Gabon’s Bas Ogooué region is no exception. Spanning 1.3 million hectares in the country’s west, it supports a mosaic of free-flowing rivers, lakes and wetlands—which collectively is designated as a Wetland of International Importance (Ramsar Site).




The Challenge
For people living in the Bas Ogooué, fishing is a central part of life and deeply rooted in local culture. In a survey of the communities of Lake Oguemoué conducted by Aquatic Ecosystem Services (AES) and Organisation Ecologique des Lacs et de l’Ogooué (OELO), a local partner of TNC, 100% of households reported fishing as their primary means of subsistence. For these communities, other options for food and income generation have become very limited since small-scale forestry activity has been heavily regulated since 2009.

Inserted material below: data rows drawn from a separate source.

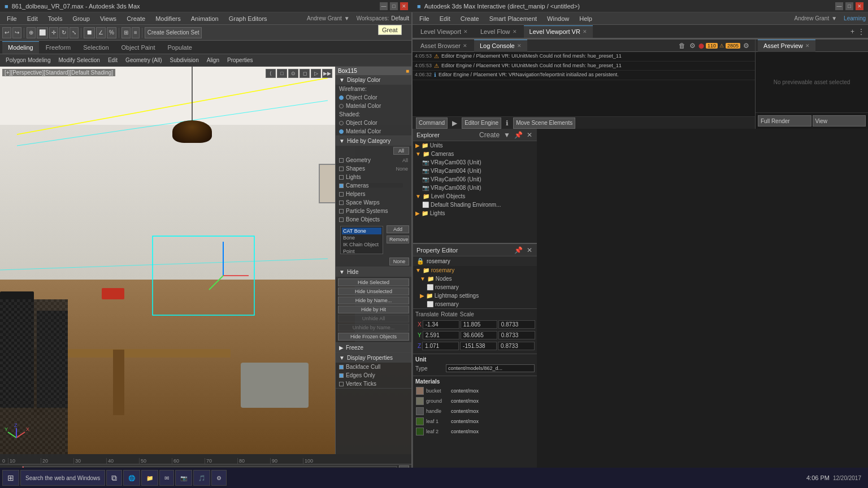  What do you see at coordinates (475, 188) in the screenshot?
I see `tree-vray008: 📷 VRayCam008 (Unit)` at bounding box center [475, 188].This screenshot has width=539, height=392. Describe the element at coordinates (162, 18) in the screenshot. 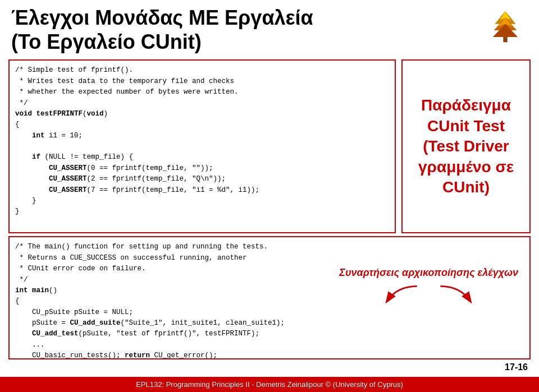

I see `title-line1: Έλεγχοι Μονάδας ΜΕ Εργαλεία` at that location.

Unfortunately, unsustainable fishing practices, a lack of economic alternatives and a changing climate are endangering the health of the ecosystem, and so too, the livelihoods of those who depend on it.
The Opportunity
Overfishing in the Bas Ogooué has emerged as a leading problem at the community level. To help, TNC and partners are establishing community-led fisheries management cooperatives and sustainable income diversification options, like agriculture and beekeeping.
In July 2018, Gabon’s national government approved the first community-driven management plan for inland fisheries on Lake Oguemoué. Initiated by Oguemoué fishers and OELO, and supported by TNC, the plan has since become the model for inland fisheries management across the country.

Did you know?
In Gabon, most villages are located near water because water is central to life and the road network is limited. As part of local cultural practices, it is customary to wash your face when arriving at the water to be connected to the good spirits that guard the lake.

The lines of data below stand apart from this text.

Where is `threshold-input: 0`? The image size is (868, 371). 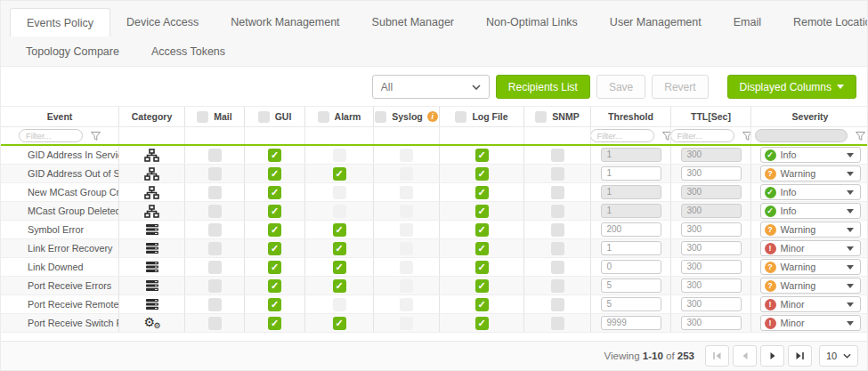
threshold-input: 0 is located at coordinates (631, 267).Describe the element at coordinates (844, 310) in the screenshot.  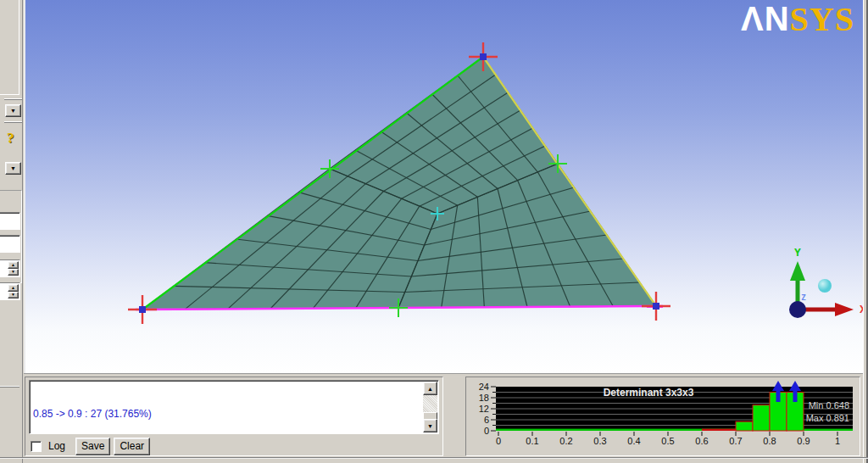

The Local Community in Action
Local communities are active in implementing fisheries management plans and serve as a model for replication in communities throughout the country.
TNC’s support helps implement OELO’s “Our Lake, Our Future” initiative to manage lake fisheries sustainably. TNC first partnered with OELO in 2014, but the initiative, community organizing, data collection and government partnerships launched in the years before.

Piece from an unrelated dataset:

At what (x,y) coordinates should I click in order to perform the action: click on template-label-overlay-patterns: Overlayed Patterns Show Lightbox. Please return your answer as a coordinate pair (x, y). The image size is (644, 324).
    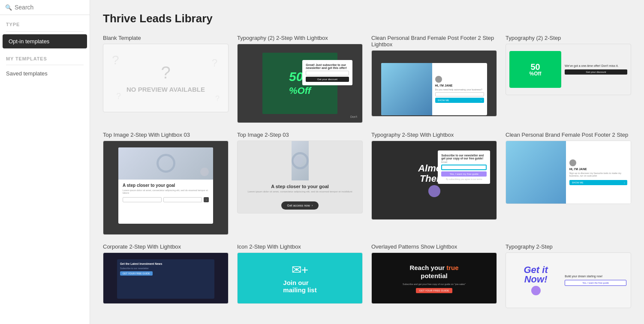
    Looking at the image, I should click on (434, 247).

“I believe that nature is the future,” says Rengouwa Maeva, local resident and OELO’s sustainable fishing program coordinator, “because to become self-sufficient, we have to turn to nature.”

“In Gabon, life is built around water,” explains Jean Churley Manfoumbi (in yellow shirt), manager of TNC’s Community-Led Conservation of Freshwater and Fisheries program in Gabon. “The river provides people with water to quench their thirst and food to eat through fishing.”
Looking Forward
At TNC, our 2030 goals guide our efforts and unite programs across the organization. In the Bas Ogooué region of Gabon, by 2030, we will conserve more than 125,000 hectares of lakes and wetlands and nearly 9,000 kilometers of river systems. We will improve the security rights, decision-making over lands, waters, or resources, and/or the sustainable, place-based economic opportunity for more than 400 people who are sustained by the Bas Ogooué region.